Unlike Taj Mahal and Dayal Bagh, the buildings in Sikandra are constructed mainly from a deep red sandstone (similar to the tomb of Humayun, the tomb of Akbar’s father in New Delhi)  enriched with features in white marble. Decorated inlaid panels of these materials and a black slate adorn the tomb and the main gatehouse. As I inch closer to the  gatehouse, I can delineate clearly how each panel is adorned with geometric, floral and calligraphic designs.

The grounds are expansive and laid out as a classic causeway (charbagh) garden style.
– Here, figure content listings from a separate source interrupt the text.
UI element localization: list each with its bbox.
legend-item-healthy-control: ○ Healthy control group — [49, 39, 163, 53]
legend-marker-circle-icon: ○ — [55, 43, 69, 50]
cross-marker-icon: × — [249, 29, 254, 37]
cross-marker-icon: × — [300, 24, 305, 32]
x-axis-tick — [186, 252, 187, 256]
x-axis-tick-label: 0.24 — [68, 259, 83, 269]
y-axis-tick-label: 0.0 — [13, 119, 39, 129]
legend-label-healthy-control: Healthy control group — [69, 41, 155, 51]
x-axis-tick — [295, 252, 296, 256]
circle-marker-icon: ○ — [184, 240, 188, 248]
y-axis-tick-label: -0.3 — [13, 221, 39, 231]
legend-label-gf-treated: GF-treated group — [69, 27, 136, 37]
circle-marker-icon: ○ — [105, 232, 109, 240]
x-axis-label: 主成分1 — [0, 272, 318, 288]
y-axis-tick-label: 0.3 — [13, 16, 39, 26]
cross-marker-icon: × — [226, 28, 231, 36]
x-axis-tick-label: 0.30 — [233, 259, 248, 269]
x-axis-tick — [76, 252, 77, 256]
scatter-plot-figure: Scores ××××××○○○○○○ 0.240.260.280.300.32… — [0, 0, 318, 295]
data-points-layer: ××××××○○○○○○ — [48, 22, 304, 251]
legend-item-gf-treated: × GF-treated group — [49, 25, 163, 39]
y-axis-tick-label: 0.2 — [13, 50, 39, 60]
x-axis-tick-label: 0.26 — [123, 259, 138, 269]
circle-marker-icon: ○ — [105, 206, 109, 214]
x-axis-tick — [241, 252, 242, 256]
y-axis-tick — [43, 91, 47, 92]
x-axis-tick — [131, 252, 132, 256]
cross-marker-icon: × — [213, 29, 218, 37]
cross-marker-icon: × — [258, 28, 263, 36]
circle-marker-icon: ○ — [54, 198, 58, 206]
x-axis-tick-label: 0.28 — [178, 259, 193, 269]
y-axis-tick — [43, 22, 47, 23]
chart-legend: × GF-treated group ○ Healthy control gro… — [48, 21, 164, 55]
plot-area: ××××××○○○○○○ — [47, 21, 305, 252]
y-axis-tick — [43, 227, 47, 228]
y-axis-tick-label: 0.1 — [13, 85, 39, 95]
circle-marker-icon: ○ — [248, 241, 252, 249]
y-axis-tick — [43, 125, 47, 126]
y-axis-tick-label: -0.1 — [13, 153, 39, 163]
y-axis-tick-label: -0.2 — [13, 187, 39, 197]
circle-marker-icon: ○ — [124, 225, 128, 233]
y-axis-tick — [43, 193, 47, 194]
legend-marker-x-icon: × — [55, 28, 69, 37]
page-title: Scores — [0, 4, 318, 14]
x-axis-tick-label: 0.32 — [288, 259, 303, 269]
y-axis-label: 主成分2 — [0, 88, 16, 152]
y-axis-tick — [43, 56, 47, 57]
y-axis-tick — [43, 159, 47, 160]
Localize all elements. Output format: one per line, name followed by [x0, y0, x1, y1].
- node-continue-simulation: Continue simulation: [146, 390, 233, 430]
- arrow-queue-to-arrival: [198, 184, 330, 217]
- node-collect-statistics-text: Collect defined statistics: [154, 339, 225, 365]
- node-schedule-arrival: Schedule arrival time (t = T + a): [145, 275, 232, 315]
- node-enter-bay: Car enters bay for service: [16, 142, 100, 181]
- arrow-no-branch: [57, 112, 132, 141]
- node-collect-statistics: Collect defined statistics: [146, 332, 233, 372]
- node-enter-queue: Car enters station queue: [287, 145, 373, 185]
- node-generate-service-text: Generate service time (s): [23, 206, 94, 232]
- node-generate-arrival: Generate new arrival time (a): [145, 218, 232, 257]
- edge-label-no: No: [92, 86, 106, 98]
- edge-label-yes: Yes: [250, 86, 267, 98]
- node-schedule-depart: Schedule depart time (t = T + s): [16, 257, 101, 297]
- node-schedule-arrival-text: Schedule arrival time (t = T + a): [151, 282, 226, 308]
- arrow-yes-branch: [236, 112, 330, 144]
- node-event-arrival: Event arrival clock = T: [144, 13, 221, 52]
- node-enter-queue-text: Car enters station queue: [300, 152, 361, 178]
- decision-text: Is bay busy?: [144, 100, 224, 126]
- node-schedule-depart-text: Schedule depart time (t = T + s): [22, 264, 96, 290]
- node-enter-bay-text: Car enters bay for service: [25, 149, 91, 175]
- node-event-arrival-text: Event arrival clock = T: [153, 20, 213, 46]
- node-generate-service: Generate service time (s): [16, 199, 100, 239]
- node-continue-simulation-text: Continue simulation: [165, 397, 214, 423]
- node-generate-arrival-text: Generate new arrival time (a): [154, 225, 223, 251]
That is why, in its vast garden expanse, Father and I see young children play soccer in its grounds. When the ball strayed towards me, I give it a long hard kick and is caught by a boy not quite 9 and with a toothy grin hollered at me “Thanks, man!”

With a love that transcends many lifetimes and languages, spirituality that harmonizes diverse beliefs and more than a modicum of greatness that unifies—the dead long after they have turned to dust or reincarnated into an unpredicted being or wherever your belief makes you think they may be, are immortalized in these  monuments of love, reverence and respect.

And these are the reasons why many people in the world—local or otherwise, just has to make that homage to these monuments in Agra.